Gentle Christian Response

There is pastoral wisdom in recognizing that people differ. A child, scholar, householder, monk, and grieving person may need different kinds of instruction. But if teachings contradict at the level of ultimate truth, temperament cannot be the final test. I may prefer one diagnosis over another, but preference does not tell me which diagnosis is true.

Christianity says final authority belongs to God's self-revelation in Christ. Matthew 17:5 records the Father's words about Jesus: "This is my beloved Son... listen to him." That is a striking claim of authority. Jesus is not merely useful for one temperament; he is the Son to whom all should listen. How do you distinguish between a path that fits you personally and a revelation that is true universally?

Typical Answer 2

A Hindu might say the fruits of the path show its truth. A teaching that produces compassion, peace, detachment, and devotion should be trusted.

Gentle Christian Response

Fruit matters. Jesus himself says a tree is known by its fruit (Matthew 7:16-20). If a religious path produces cruelty, pride, exploitation, or deception, that should concern us. But fruit alone may not settle every truth question. Different traditions can produce admirable people while still disagreeing about God and salvation.
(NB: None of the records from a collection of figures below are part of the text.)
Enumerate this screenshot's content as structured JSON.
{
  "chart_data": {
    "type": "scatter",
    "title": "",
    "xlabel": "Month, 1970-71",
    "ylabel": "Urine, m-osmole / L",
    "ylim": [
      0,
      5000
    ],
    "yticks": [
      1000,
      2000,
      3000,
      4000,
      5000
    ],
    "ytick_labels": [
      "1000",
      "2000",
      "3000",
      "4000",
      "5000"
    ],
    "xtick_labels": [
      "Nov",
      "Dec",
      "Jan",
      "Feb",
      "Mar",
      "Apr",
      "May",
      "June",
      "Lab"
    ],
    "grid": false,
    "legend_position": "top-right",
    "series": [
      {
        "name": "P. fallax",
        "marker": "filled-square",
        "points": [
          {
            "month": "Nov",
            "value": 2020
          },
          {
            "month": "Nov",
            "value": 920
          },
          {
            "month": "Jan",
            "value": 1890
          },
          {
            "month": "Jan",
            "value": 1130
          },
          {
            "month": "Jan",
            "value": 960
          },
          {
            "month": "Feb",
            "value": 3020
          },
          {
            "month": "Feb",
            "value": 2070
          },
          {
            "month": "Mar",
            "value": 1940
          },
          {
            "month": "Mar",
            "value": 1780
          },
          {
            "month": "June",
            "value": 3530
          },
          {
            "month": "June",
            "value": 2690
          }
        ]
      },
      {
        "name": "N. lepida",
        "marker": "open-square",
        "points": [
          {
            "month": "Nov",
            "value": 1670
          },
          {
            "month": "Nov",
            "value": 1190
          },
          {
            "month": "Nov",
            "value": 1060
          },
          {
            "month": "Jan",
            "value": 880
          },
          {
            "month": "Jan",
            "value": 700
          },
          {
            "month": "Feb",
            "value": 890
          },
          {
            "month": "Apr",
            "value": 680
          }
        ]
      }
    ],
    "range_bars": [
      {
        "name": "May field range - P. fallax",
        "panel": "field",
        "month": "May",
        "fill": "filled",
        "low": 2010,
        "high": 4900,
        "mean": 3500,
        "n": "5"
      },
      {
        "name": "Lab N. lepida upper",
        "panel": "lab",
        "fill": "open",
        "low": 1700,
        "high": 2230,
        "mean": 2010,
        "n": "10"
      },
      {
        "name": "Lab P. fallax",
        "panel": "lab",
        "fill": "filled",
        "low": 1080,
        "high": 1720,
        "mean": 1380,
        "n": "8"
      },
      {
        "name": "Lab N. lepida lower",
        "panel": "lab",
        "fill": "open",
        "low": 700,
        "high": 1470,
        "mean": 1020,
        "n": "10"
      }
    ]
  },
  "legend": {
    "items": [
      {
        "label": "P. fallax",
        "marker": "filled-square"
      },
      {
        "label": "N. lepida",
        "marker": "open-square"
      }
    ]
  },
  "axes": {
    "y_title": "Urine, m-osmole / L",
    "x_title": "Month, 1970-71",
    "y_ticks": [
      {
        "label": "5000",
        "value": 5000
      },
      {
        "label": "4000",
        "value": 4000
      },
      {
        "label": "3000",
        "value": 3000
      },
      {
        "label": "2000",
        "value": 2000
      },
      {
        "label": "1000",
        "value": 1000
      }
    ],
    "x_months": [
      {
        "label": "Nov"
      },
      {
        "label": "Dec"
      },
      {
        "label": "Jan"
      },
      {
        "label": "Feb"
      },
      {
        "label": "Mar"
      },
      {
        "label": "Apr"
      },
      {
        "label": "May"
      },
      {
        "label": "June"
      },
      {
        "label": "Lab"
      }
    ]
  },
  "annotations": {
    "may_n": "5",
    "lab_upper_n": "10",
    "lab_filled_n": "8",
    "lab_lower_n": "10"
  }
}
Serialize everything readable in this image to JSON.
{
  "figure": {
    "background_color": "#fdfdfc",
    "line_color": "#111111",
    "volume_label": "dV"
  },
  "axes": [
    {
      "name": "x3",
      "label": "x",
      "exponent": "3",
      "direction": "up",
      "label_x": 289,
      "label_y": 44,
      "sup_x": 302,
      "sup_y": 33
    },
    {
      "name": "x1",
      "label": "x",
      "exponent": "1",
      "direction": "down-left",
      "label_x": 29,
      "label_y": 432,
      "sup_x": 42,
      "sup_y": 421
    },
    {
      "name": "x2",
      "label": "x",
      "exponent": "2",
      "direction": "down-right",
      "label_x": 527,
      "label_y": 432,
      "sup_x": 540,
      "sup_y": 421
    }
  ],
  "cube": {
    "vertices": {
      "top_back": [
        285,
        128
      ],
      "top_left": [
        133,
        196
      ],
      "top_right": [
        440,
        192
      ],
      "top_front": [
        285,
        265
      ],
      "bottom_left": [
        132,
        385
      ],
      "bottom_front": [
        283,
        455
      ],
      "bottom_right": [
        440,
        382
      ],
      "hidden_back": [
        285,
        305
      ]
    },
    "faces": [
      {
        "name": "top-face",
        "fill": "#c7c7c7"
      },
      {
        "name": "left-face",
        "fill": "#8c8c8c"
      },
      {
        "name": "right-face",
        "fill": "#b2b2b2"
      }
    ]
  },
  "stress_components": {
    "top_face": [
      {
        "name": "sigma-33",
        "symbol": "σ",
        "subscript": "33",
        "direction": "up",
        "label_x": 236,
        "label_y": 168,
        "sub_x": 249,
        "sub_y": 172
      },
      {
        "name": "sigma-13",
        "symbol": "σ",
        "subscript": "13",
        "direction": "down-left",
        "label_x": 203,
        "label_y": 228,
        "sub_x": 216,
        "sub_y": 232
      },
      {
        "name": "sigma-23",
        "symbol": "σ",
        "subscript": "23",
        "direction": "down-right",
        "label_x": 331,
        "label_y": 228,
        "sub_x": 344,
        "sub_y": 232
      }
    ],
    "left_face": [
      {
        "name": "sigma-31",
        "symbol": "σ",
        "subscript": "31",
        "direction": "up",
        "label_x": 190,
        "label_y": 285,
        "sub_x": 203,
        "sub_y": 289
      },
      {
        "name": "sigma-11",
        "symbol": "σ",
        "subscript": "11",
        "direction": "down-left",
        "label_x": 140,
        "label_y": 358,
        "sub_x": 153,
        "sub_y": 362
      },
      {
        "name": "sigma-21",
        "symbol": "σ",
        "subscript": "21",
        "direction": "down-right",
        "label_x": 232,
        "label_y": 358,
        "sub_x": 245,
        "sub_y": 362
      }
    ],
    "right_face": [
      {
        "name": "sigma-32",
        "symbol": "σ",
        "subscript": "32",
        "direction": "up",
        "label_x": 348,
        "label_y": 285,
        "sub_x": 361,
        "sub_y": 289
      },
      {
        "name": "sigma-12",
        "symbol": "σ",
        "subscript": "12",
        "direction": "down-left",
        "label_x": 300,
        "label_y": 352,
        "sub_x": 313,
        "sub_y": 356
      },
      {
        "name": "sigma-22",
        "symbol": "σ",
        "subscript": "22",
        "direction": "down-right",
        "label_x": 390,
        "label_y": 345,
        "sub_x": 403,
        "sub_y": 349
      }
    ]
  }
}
Christianity values moral fruit but also points to the person and resurrection of Jesus. Acts 17:31 says God has given assurance by raising Jesus from the dead. That means Christian authority is not based only on whether Christians behave well, since Christians often fail. It is based on God's action in Christ. Should final authority rest mainly on moral fruit, or also on whether God has acted decisively in history?

Typical Answer 3

A Hindu might say no single revelation needs to be finally authoritative for everyone. The divine is too vast, and many revelations can be valid within their own contexts.

Gentle Christian Response

That view sounds humble toward the vastness of God, but it may create a problem for seekers. If revelations contradict, and none is finally authoritative, then ordinary people may be left without a clear word from God. Christianity agrees that God is vast, but it also says God is able and willing to speak clearly. Hebrews 1:1-3 says God spoke in many ways, but has now spoken by his Son.

The Christian claim is not that humans climbed high enough to define God. It is that God came near and revealed himself. That gives seekers a clear center: Jesus Christ. Without such a center, "many revelations" can become religious uncertainty. If God wanted seekers to know him, would you expect him to leave final authority unclear?